Updated

North Korea has agreed to resume talks with the United States and revive reconciliation efforts with rival South Korea after months of increasing tension on the world's last Cold War frontier, a South Korean envoy said Saturday.

The two Koreas "have agreed to restore to normal South-North relations that have temporarily been frozen," the envoy, Lim Dong-won told a nationally televised news conference in Seoul after returning from a four-day trip to the communist North.

Lim also said the reclusive North Korean leader Kim Jong Il "has expressed willingness to open dialogue with the United States, and will accept a U.S. envoy's visit to the North."

Until now, North Korea had balked at Washington's offer to restart talks, and tense relations deteriorated further after President Bush labeled the North Korea part of "an axis of evil" countries that are seeking to develop weapons of mass destruction.

"We're aware of reports that there are indications North Korea may be moving toward dialogue with the United States," State Department spokeswoman Brenda Greenberg said in Washington on Saturday. "We look forward to getting a fuller readout from the South Koreans."

According to Lim, the North Korean leader said he would accept a proposed visit by Jack Pritchard, a U.S. special envoy who met North Korean diplomats in the United States last month. The date of the visit will be set by the two sides, Lim said.

Lim also said he understood that Donald Gregg, a former U.S. ambassador to South Korea, had either arrived in North Korea on a visit Friday or was to arrive Saturday.

After suspending talks with North Korea pending a policy review when he took office, Bush offered last June to resume dialogue with the North to discuss its suspected nuclear weapons program, missile development and massive military deployment near the border with South Korea.

Lim said Kim Jong Il had responded "positively" to a message he conveyed from South Korean President Kim Dae-jung urging the North to break out of isolation and build ties with the outside world. Returning home Saturday at the Panmunjom border post Lim told reporters that his trip to the North "yielded more good results than expected."

The Koreas were divided in 1945 and face each other across a border that is sealed and heavily armed. About 37,000 U.S. troops are stationed in South Korea, a legacy of the 1950-53 Korean War.

Inter-Korean ties warmed after Kim Dae-jung traveled to the North for a historic summit in 2000, but a series of exchanges and talks designed to bring the nations closer together subsequently ground to a halt amid U.S.-North Korea tension.

A joint statement issued simultaneously in the two Korean capitals Saturday called for reunions of separated family members -- an important part of the reconciliation process -- to resume on April 28 at the Diamond Mountain resort in North Korea.

The Koreas also have agreed to resume work on reconnecting a cross-border rail line that was launched in 2000 and build a second rail line across the heavily armed demilitarized zone, the statement said. A North Korean economic survey team will visit South Korea in May, it said.

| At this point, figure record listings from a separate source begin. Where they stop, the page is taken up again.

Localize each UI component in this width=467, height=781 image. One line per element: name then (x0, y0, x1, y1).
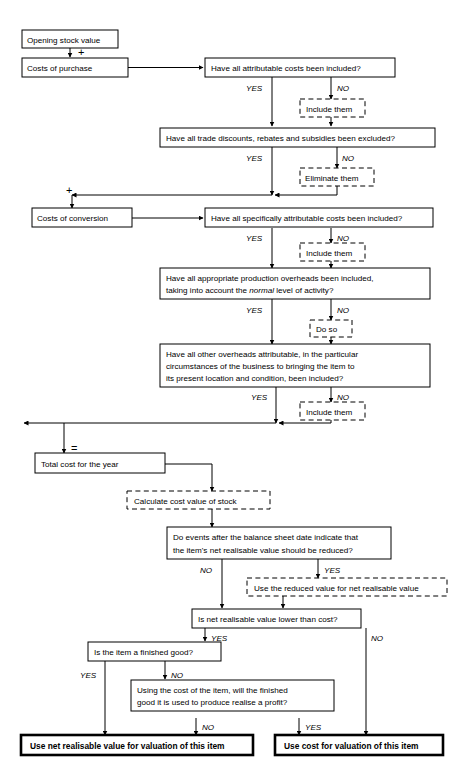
edge-label-q5-no: NO (337, 393, 350, 402)
node-include-them-3: Include them (300, 402, 365, 420)
node-include-them-1: Include them (300, 99, 365, 117)
node-costs-of-purchase-label: Costs of purchase (27, 64, 93, 73)
flowchart-canvas: + + = Opening stock value Costs of purch… (0, 0, 467, 781)
node-opening-stock-value: Opening stock value (22, 30, 118, 48)
node-eliminate-them: Eliminate them (300, 168, 374, 186)
node-q-trade-discounts-label: Have all trade discounts, rebates and su… (166, 134, 396, 143)
node-include-them-2: Include them (300, 243, 365, 261)
edge-label-q4-yes: YES (246, 306, 263, 315)
edge-label-q9-no: NO (202, 723, 215, 732)
node-result-use-cost-label: Use cost for valuation of this item (284, 741, 419, 751)
edge-label-q4-no: NO (337, 306, 350, 315)
node-include-them-3-label: Include them (306, 408, 353, 417)
node-eliminate-them-label: Eliminate them (305, 174, 359, 183)
edge-label-q6-no: NO (200, 566, 213, 575)
node-q-other-overheads: Have all other overheads attributable, i… (160, 344, 430, 387)
node-include-them-1-label: Include them (306, 105, 353, 114)
pol2-b: level of activity? (274, 286, 334, 295)
edge-label-q3-yes: YES (246, 234, 263, 243)
edge-label-q5-yes: YES (251, 393, 268, 402)
node-q-specifically-attributable-label: Have all specifically attributable costs… (211, 214, 403, 223)
node-q-finished-good: Is the item a finished good? (88, 642, 221, 661)
node-opening-stock-value-label: Opening stock value (27, 36, 101, 45)
node-costs-of-purchase: Costs of purchase (22, 58, 128, 77)
node-q-events-line2: the item's net realisable value should b… (173, 546, 353, 555)
edge-label-q8-yes: YES (80, 671, 97, 680)
node-q-finished-good-label: Is the item a finished good? (94, 648, 193, 657)
edge-label-q8-no: NO (171, 671, 184, 680)
node-result-use-nrv-label: Use net realisable value for valuation o… (30, 741, 225, 751)
edge-label-q2-yes: YES (246, 154, 263, 163)
node-q-specifically-attributable: Have all specifically attributable costs… (205, 208, 433, 227)
edge-label-q2-no: NO (342, 154, 355, 163)
node-do-so-label: Do so (316, 325, 338, 334)
equals-symbol: = (71, 442, 77, 454)
node-costs-of-conversion-label: Costs of conversion (37, 214, 108, 223)
node-total-cost-for-the-year-label: Total cost for the year (41, 460, 119, 469)
node-q-attributable-costs: Have all attributable costs been include… (205, 58, 395, 77)
node-q-attributable-costs-label: Have all attributable costs been include… (211, 64, 361, 73)
node-use-reduced-value: Use the reduced value for net realisable… (247, 578, 447, 596)
node-q-production-overheads-line1: Have all appropriate production overhead… (166, 274, 373, 283)
node-q-events-line1: Do events after the balance sheet date i… (173, 533, 359, 542)
node-calculate-cost-value: Calculate cost value of stock (127, 491, 270, 509)
node-q-other-overheads-line3: its present location and condition, been… (166, 374, 344, 383)
node-total-cost-for-the-year: Total cost for the year (35, 453, 165, 473)
edge-label-q7-no: NO (371, 634, 384, 643)
edge-label-q1-no: NO (337, 84, 350, 93)
node-q-profit-line1: Using the cost of the item, will the fin… (137, 686, 288, 695)
node-q-profit-line2: good it is used to produce realise a pro… (137, 698, 288, 707)
connector-layer (24, 48, 366, 735)
node-result-use-nrv: Use net realisable value for valuation o… (21, 735, 253, 755)
edge-eliminate-to-bus (275, 186, 337, 195)
node-q-production-overheads-line2: taking into account the normal level of … (166, 286, 334, 295)
node-q-nrv-lower-label: Is net realisable value lower than cost? (198, 615, 338, 624)
node-costs-of-conversion: Costs of conversion (32, 208, 132, 227)
node-q-events-balance-sheet: Do events after the balance sheet date i… (167, 527, 391, 559)
node-result-use-cost: Use cost for valuation of this item (275, 735, 443, 755)
node-q-trade-discounts: Have all trade discounts, rebates and su… (160, 128, 435, 147)
node-include-them-2-label: Include them (306, 249, 353, 258)
edge-label-q9-yes: YES (305, 723, 322, 732)
pol2-italic: normal (249, 286, 274, 295)
node-q-other-overheads-line1: Have all other overheads attributable, i… (166, 350, 358, 359)
node-do-so: Do so (310, 320, 352, 337)
node-calculate-cost-value-label: Calculate cost value of stock (134, 497, 238, 506)
node-q-other-overheads-line2: circumstances of the business to bringin… (166, 362, 355, 371)
edge-label-q6-yes: YES (324, 566, 341, 575)
edge-label-q3-no: NO (337, 234, 350, 243)
edge-total-to-calc (165, 464, 212, 491)
edge-label-q1-yes: YES (246, 84, 263, 93)
node-q-realise-profit: Using the cost of the item, will the fin… (131, 680, 334, 711)
plus-symbol-2: + (66, 184, 72, 196)
node-q-production-overheads: Have all appropriate production overhead… (160, 268, 430, 299)
pol2-a: taking into account the (166, 286, 249, 295)
node-q-nrv-lower-than-cost: Is net realisable value lower than cost? (192, 609, 361, 628)
node-use-reduced-value-label: Use the reduced value for net realisable… (254, 584, 419, 593)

Also Saturday, the first auto assembly plant in North Korea was opened. The South Korean-owned plant will build Siena subcompact cars, designed by the Italian automaker Fiat SpA, for the market in North Korea, China and Russia's Far East.

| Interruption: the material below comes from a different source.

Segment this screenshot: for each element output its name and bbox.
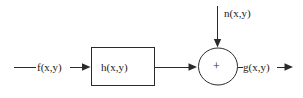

Lim said Kim Jong Il reaffirmed his earlier promise to visit South Korea for a second summit with Kim Dae-jung but did not say when. Kim Dae-jung's term ends in February and by law, he cannot seek re-election.

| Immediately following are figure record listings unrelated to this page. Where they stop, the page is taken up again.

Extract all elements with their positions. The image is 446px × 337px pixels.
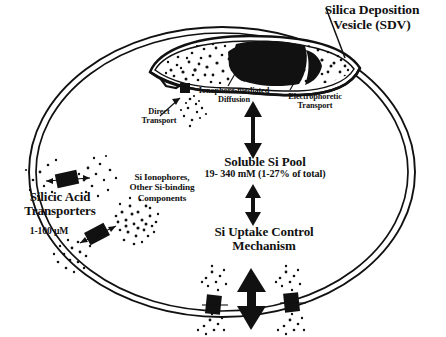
label-electrophoretic-transport: Electrophoretic Transport (274, 92, 356, 110)
stipple-si-ionophore-cloud (115, 197, 160, 246)
label-direct-transport: Direct Transport (126, 107, 192, 125)
label-si-ionophores: Si Ionophores, Other Si-binding Componen… (106, 172, 218, 203)
stipple-outside-left-lower (53, 239, 91, 273)
arrow-membrane-exchange (237, 268, 266, 330)
label-transporter-concentration: 1-100 µM (8, 226, 90, 236)
label-silicic-acid-transporters: Silicic Acid Transporters (2, 190, 118, 219)
figure-canvas: Silica Deposition Vesicle (SDV) Ionophor… (0, 0, 446, 337)
label-silica-deposition-vesicle: Silica Deposition Vesicle (SDV) (300, 2, 444, 32)
label-si-uptake-control-mechanism: Si Uptake Control Mechanism (178, 225, 350, 254)
stipple-bottom-outer-right (277, 313, 305, 335)
label-soluble-si-pool-title: Soluble Si Pool (177, 155, 353, 168)
arrow-pool-to-uptake (245, 184, 261, 226)
stipple-bottom-inner-right (275, 265, 301, 291)
stipple-bottom-inner-left (201, 265, 227, 291)
arrow-sdv-to-pool (244, 101, 262, 159)
label-ionophore-mediated-diffusion: Ionophore-mediated Diffusion (186, 86, 282, 104)
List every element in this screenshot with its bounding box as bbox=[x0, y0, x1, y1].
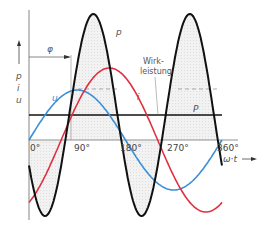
right-arrow-icon bbox=[251, 157, 257, 161]
curve-label-p: p bbox=[115, 27, 122, 37]
x-axis-label: ω·t bbox=[223, 154, 237, 164]
annotation-leader bbox=[155, 77, 158, 115]
annotation-leistung: leistung bbox=[140, 67, 172, 76]
axis-label-i: i bbox=[17, 83, 20, 93]
phi-arrowhead-icon bbox=[64, 55, 71, 59]
power-diagram: φ p i u u i p P Wirk- leistung 0° 90° 18… bbox=[0, 0, 266, 227]
curve-label-P: P bbox=[193, 104, 199, 114]
tick-180: 180° bbox=[120, 143, 142, 153]
tick-0: 0° bbox=[30, 143, 40, 153]
tick-270: 270° bbox=[167, 143, 189, 153]
up-arrow-icon bbox=[17, 40, 21, 46]
phi-label: φ bbox=[47, 44, 53, 54]
tick-360: 360° bbox=[217, 143, 239, 153]
tick-90: 90° bbox=[74, 143, 90, 153]
axis-label-p: p bbox=[15, 71, 22, 81]
axis-label-u: u bbox=[16, 95, 22, 105]
annotation-wirk: Wirk- bbox=[143, 57, 164, 66]
curve-label-u: u bbox=[52, 93, 58, 103]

Casting a shadow on his bright assessment of his talks in North Korea, Lim said Pyongyang officials did not respond positively when he urged the country to open its suspected nuclear weapons program to outside inspections.

In a 1994 deal with the United States, North Korea agreed to freeze two nuclear power reactors that Western officials suspected were being used to develop nuclear weapons in return for two replacement reactors of a type that cannot be used for that purpose.

Citing a delay in the $4.6 billion reactor project, North Korea has rejected U.N. inspections of nuclear sites.

The CIA suspects that North Korea may have extracted enough plutonium before the 1994 freeze to make one or two atomic bombs.

North Korea is also believed to have stockpiles of thousands of tons of chemical weapons and missiles that can reach the western U.S. mainland.